I analyzed my teams emails

here's what I learned

Right now I’m leading the SDR org at Degreed - a $100M learning tech company. Our prospects are Learning and Development Leaders, these folks typically have traditional HR or Training backgrounds and are not so receptive to risky or edgier types of outreach.

They respond to simple, casual, clear emails. No cleverness needed.

The proof is below. I analyzed my teams active emails and sequences over the last several months and here’s what I learned:

1️⃣ Personalization in email is overrated.

If you told me two years ago I'd be typing that out I wouldn't believe you. That's because simple personalization worked a few years ago.

Things like plugging {first name} merge fields into subject lines or mentioning surface level details from a prospects Linkedin profile.

Those tactics had their moment and that moment has passed. Unless you take the time to get extremely personal and clever, the time investment in crafting personalized emails often isn't worth it. These emails typically don't have an outsized performance against emails with a simple, relevant message.

Which leads me to my next point.

2️⃣ Relevance takes the cake 🍰

Your messaging needs to consider the current state of buyer mentality.Execs are under a ton of pressure.

They don't care to read through a witty email, all they have mental space for is saving money and solving real business issues.

Your emails should make it clear that you:

  • truly understand their problem/goal

  • be as obvious as you can about this-your company is actively solving this for their peers/competitors

  • social proof-your solution drives dollars-based impact — more social proof with $ and %.

Nail the relevance piece and you don't need personalization.

3️⃣ Make your emails casual. Then make them more casual.

B2B buyers are showing consumer-like purchasing behaviors and expect their buying experience to be similar to buying a consumer product.

They're officially worn out on sales speak. Your emails don't need to be super buttoned up.

Tip: pretend your writing an email to your best friend. Add in some necessary punctuation and remove any unruly nicknames you've given your friend over the years.

Hit send.

💡 Bonus: most email gurus will tell you to remove filler words because that feels like the right thing to say, but filler words work in email because they make the message feel more conversational. Words like really, super, very, etc.

Type the way you talk. Give it a shot.

What doesn't work is filler phrases like "just touching base" or “circling back on this”

4️⃣ Simple nudge emails get replies.

This pains me to my core because there's no real "work" being done here.But they do work. Adding a 'reply' email to your sequence with a simple "putting this at the top of your inbox - is this a priority for you?" message continues to show strong open and reply rates.

5️⃣ lowercase subject lines work.

There are four ways to capitalize:

  • Title Case

  • Sentence case

  • ALL UPPERCASE

  • all lowercase

Which do you think is used most in subject lines?

  • 60% of the time it's sentence-case

  • 34% of the time it's title-case

  • 6% of the time is all-lowercase

What are you trying to do in someone's inbox?

Stand out.

How do you do that?

Do stuff that nobody else is doing.

Right now, that's lowercase subject lines.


TASK GOAL:
Look at each line of the listing. Copy those that hold the string "ffffff".

————

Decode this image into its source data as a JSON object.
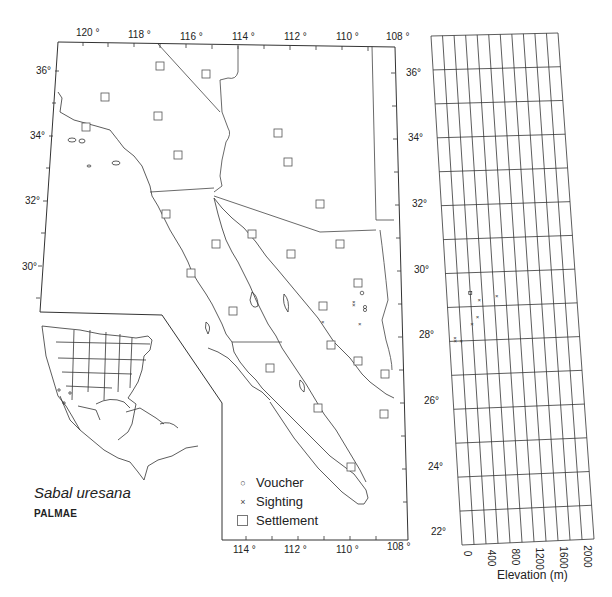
{
  "map": {
    "title": "Distribution map",
    "longitude_labels_top": [
      "120 °",
      "118 °",
      "116 °",
      "114 °",
      "112 °",
      "110 °",
      "108 °"
    ],
    "longitude_labels_bottom": [
      "114 °",
      "112 °",
      "110 °",
      "108 °"
    ],
    "latitude_labels_left": [
      "36°",
      "34°",
      "32°",
      "30°"
    ],
    "latitude_labels_right": [
      "36°",
      "34°",
      "32°",
      "30°",
      "28°",
      "26°",
      "24°",
      "22°"
    ]
  },
  "species": {
    "name": "Sabal uresana",
    "family": "PALMAE"
  },
  "legend": {
    "items": [
      {
        "symbol": "o",
        "label": "Voucher"
      },
      {
        "symbol": "×",
        "label": "Sighting"
      },
      {
        "symbol": "square",
        "label": "Settlement"
      }
    ]
  },
  "elevation_panel": {
    "axis_title": "Elevation (m)",
    "tick_labels": [
      "0",
      "400",
      "800",
      "1200",
      "1600",
      "2000"
    ]
  },
  "chart_data": {
    "type": "scatter",
    "xlabel": "Elevation (m)",
    "ylabel": "Latitude (°N)",
    "xlim": [
      0,
      2000
    ],
    "ylim": [
      22,
      37
    ],
    "grid": true,
    "series": [
      {
        "name": "Voucher",
        "points": [
          {
            "elevation": 300,
            "latitude": 29.4
          }
        ]
      },
      {
        "name": "Sighting",
        "points": [
          {
            "elevation": 0,
            "latitude": 28.1
          },
          {
            "elevation": 0,
            "latitude": 28.0
          },
          {
            "elevation": 100,
            "latitude": 28.0
          },
          {
            "elevation": 300,
            "latitude": 28.5
          },
          {
            "elevation": 400,
            "latitude": 28.7
          },
          {
            "elevation": 450,
            "latitude": 29.2
          },
          {
            "elevation": 750,
            "latitude": 29.3
          }
        ]
      }
    ]
  }
}
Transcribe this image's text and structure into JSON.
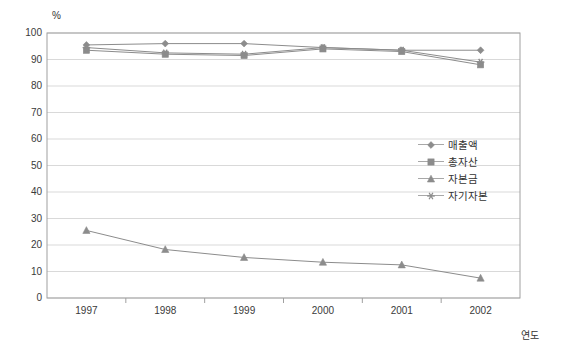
{
  "chart_data": {
    "type": "line",
    "title": "",
    "xlabel": "연도",
    "ylabel": "%",
    "categories": [
      "1997",
      "1998",
      "1999",
      "2000",
      "2001",
      "2002"
    ],
    "ylim": [
      0,
      100
    ],
    "ytick_step": 10,
    "yticks": [
      "100",
      "90",
      "80",
      "70",
      "60",
      "50",
      "40",
      "30",
      "20",
      "10",
      "0"
    ],
    "grid": true,
    "legend_position": "center-right",
    "series": [
      {
        "name": "매출액",
        "marker": "diamond",
        "color": "#8c8c8c",
        "values": [
          95.5,
          96.0,
          96.0,
          94.5,
          93.5,
          93.5
        ]
      },
      {
        "name": "총자산",
        "marker": "square",
        "color": "#8c8c8c",
        "values": [
          93.5,
          92.0,
          91.5,
          94.0,
          93.0,
          88.0
        ]
      },
      {
        "name": "자본금",
        "marker": "triangle",
        "color": "#8c8c8c",
        "values": [
          25.5,
          18.3,
          15.3,
          13.5,
          12.5,
          7.5
        ]
      },
      {
        "name": "자기자본",
        "marker": "star",
        "color": "#8c8c8c",
        "values": [
          94.5,
          92.5,
          92.0,
          94.5,
          93.5,
          89.0
        ]
      }
    ]
  },
  "axes": {
    "unit_label": "%",
    "x_title": "연도"
  },
  "colors": {
    "line": "#8c8c8c",
    "grid": "#d9d9d9",
    "frame": "#a0a0a0",
    "text": "#3a3a3a"
  }
}
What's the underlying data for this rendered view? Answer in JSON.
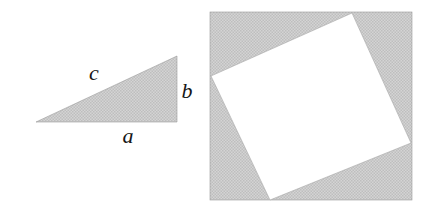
{
  "figure": {
    "background_color": "#ffffff",
    "fill_color": "#c9c9c9",
    "stipple_dark": "#b4b4b4",
    "stipple_light": "#dedede",
    "label_color": "#161616",
    "panels": [
      {
        "name": "right-triangle-panel",
        "description": "Shaded right triangle with legs a and b and hypotenuse c",
        "shape": "triangle",
        "vertices": [
          [
            36,
            122
          ],
          [
            177,
            122
          ],
          [
            177,
            56
          ]
        ],
        "labels": [
          {
            "id": "leg-a",
            "text": "a",
            "x": 128,
            "y": 143
          },
          {
            "id": "leg-b",
            "text": "b",
            "x": 187,
            "y": 98
          },
          {
            "id": "hypotenuse-c",
            "text": "c",
            "x": 94,
            "y": 80
          }
        ]
      },
      {
        "name": "tilted-square-panel",
        "description": "Large shaded square containing an inscribed white tilted square",
        "outer_square": {
          "name": "outer-square",
          "x": 210,
          "y": 12,
          "width": 202,
          "height": 188,
          "fill": "#c9c9c9"
        },
        "inner_square": {
          "name": "inner-tilted-square",
          "fill": "#ffffff",
          "vertices": [
            [
              352,
              13
            ],
            [
              411,
              143
            ],
            [
              270,
              200
            ],
            [
              211,
              76
            ]
          ]
        }
      }
    ]
  }
}
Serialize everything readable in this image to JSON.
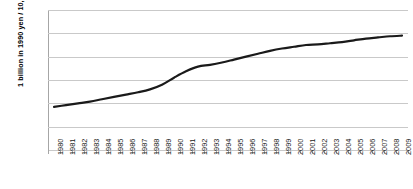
{
  "chart_data": {
    "type": "line",
    "title": "",
    "xlabel": "",
    "ylabel": "1 billion  in 1990 yen / 10,000 people",
    "ylim": [
      0,
      120
    ],
    "yticks": [
      0,
      20,
      40,
      60,
      80,
      100,
      120
    ],
    "grid": true,
    "legend": "none",
    "line_color": "#1a1a1a",
    "gridline_color": "#c9c9c9",
    "axis_color": "#a6a6a6",
    "categories": [
      "1980",
      "1981",
      "1982",
      "1983",
      "1984",
      "1985",
      "1986",
      "1987",
      "1988",
      "1989",
      "1990",
      "1991",
      "1992",
      "1993",
      "1994",
      "1995",
      "1996",
      "1997",
      "1998",
      "1999",
      "2000",
      "2001",
      "2002",
      "2003",
      "2004",
      "2005",
      "2006",
      "2007",
      "2008",
      "2009"
    ],
    "values": [
      37,
      38.5,
      40,
      41.5,
      43.5,
      45.5,
      47.5,
      49.5,
      52,
      56,
      62,
      67.5,
      71.5,
      73,
      75,
      77.5,
      80,
      82.5,
      85,
      87,
      88.5,
      90,
      90.5,
      91.5,
      92.5,
      94,
      95.5,
      96.5,
      97.5,
      98
    ],
    "series": [
      {
        "name": "",
        "values": [
          37,
          38.5,
          40,
          41.5,
          43.5,
          45.5,
          47.5,
          49.5,
          52,
          56,
          62,
          67.5,
          71.5,
          73,
          75,
          77.5,
          80,
          82.5,
          85,
          87,
          88.5,
          90,
          90.5,
          91.5,
          92.5,
          94,
          95.5,
          96.5,
          97.5,
          98
        ]
      }
    ]
  }
}
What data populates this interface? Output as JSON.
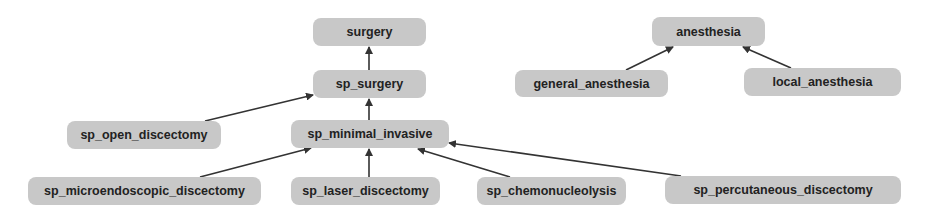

————

EXERCISE SOLUTION:
    "background_color": "#ffffff",
          "fill": "#ffffff",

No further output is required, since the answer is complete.